“Hello, father!” said the young man as he greeted his parent. “I met your red-headed Moscovy idiot again. When are you going to get rid of him? I just can’t look at him without disgust. He invariably spoils my temper, this Asiatic…”
The professor silently shrugged his shoulders.
At the table, Eitel began telling his father, who was listening very absent-mindedly, about his service, about the horses at the squadron- stables and about his fellow-soldiers, and he spoke with high esteem of his Colonel.
“By the way, he spoke of you with great respect; he said that Germany is much indebted to you and is expecting still more from you.”
The professor smiled. Queer though it was, yet it was pleasant to hear such recognition of his merits from the lips of a Hussar Colonel.
“But, what I was going to ask you, father,” he continued, “is to give me a general outline of your latest work. It seems to me that every Tom, Dick and Harry in our Casino knows more about it than I do.”
Flinder smiled again.
“I think you are right, my son. I shall do my best to enlighten you… Do you realize that man’s greatest problem on Earth is the struggle for energy, which he draws from nature in manifold forms?”
The Hussar shook his head.
“Each new explosive, each newly constructed machine, is a new, more convenient, cheaper, or more expedient method of pumping out new energy from the earth — that energy which moves our ships and trains, works our factories and mills, carries in the air our airplanes, drives our dirigibles, and hurls our projectiles over ranges of scores of miles. But the supply of the Earth’s coal is constantly diminishing; besides they have taken our coal away from us; nor have we oil… At the same time inexhaustible sources of energy are scattered all about us in abundance.”
“Where are they?”
“Everywhere; in this piece of iron lying on the table; in the puddles of filthy water in the streets; in the road- dust beneath our feet— wherever you turn your eyes.” “I do not understand.”
“Well — do you know what an atom is?”
Eitel smiled.
“I have heard something about it. I think it is something very small.”
“That’s right,” said the professor with an involuntary smile, “and in those infinitesimally small bricks, of which all bodies of the universe are made, all those colossal supplies of energy are stored. Atoms consist of concentrated, condensed electricity. They resemble an endless mass of miniature, tightly coiled springs, or, better still, little charges of powerful explosive matter. And when we learn to release the detent of those springs, to explode those charges and to control them and their energy, we will usher in a new era in the history of mankind; we shall enlist in our work the dormant power that lies about us; we shall flood the world with cheap and inexhaustible energy; we shall free mankind from the curse of unequal and strength- sapping toil; we shall direct it into new channels; we…”
“We shall first feed up our war weapons with that new power and dictate our terms to Paris and London…” interrupted Eitel, standing in the center of the room, with glittering eyes, threatening with his fists some region in space.
FLINDER turned on the current and shut the door of the laboratory behind him. A flood of light illumined the familiar picture, at once arresting one’s attention with the serenity and peacefulness of a working atmosphere. Wires in rigid lines stretched all over the walls; porcelain insulators, like ivory fingers, protruded here and there and between them; on the — tables and shelves sparkled glass utensils; brass parts of the apparatus glittered in yellow reflections; a marble switch board with its appliances and colored lamps, added a cold, yet solemn appearance to the spacious room.
Upon a large marble-top table, at the rear wall, stood a mechanical appliance, from which the work was to start. Flinder stopped before it with a feeling of inward satisfaction and throbbing expectation. Everything he saw before him was the reflection and incarnation of his thoughts. Each lever, each screw, each contact of the wires — everything to the minutest detail — up of atoms, by means of bombarding them with grains of helium, that are discharged by radioactive matter, he added the action of the electromagnetic field of high tension. This enhanced the speed of flight and the power of explosion of the miniature charges. And to-day he intended to test the influence of some admixtures upon activated nitrogen, admixtures that are dissolved in the tube with gas and represent minutest molecules.
He examined carefully the scheme of arrangement of the appliances and focused the microscope over the fluorescene stage over which the explosions were to register the path of the fragments of the atoms, and turned on the switch. A deep, heavy buzz of the transformer filled the room, as if a giant drone from out the wilderness of the night, beat his wings and whizzed upon the window-sill, shaking the concrete walls with his blows.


**Instructions to follow:**
The answer should be one number, the count of lines in the data with "this".

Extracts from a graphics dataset
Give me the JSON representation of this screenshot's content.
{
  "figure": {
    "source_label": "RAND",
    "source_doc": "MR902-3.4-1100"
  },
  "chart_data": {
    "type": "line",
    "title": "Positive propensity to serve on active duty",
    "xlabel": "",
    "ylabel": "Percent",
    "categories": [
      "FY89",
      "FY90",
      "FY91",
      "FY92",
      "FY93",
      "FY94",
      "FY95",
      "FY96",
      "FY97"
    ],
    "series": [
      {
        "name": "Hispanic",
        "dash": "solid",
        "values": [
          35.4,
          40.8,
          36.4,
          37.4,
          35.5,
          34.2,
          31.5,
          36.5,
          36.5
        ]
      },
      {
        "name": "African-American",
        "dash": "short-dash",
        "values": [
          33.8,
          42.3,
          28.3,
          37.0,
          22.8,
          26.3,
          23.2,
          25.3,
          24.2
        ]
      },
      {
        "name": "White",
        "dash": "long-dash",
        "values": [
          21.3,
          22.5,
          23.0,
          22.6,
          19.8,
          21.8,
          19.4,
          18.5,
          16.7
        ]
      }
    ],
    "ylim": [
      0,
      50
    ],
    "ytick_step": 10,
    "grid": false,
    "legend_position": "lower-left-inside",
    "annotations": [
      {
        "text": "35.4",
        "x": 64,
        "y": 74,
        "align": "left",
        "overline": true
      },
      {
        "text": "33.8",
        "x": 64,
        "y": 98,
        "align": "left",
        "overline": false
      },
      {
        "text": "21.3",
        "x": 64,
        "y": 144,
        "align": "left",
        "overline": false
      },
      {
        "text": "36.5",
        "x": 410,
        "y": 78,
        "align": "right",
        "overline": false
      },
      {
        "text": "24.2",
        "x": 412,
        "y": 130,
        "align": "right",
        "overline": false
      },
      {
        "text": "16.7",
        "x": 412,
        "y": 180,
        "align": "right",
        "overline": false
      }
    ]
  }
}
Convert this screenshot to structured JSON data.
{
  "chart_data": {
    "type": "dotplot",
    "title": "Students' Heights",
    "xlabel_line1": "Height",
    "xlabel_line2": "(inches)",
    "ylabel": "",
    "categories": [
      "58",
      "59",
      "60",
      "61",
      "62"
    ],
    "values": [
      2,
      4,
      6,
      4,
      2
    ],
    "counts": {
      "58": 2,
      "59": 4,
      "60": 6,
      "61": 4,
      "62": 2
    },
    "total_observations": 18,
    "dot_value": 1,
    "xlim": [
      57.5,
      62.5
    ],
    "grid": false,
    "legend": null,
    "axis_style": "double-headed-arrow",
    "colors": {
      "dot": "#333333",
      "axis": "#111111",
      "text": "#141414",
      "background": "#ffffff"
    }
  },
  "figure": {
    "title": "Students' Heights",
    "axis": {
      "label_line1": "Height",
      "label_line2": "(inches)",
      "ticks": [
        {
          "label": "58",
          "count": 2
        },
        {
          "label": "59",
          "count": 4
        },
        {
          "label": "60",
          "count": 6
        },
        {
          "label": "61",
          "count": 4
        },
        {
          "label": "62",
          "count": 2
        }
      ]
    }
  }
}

**Output of the exercise:**
2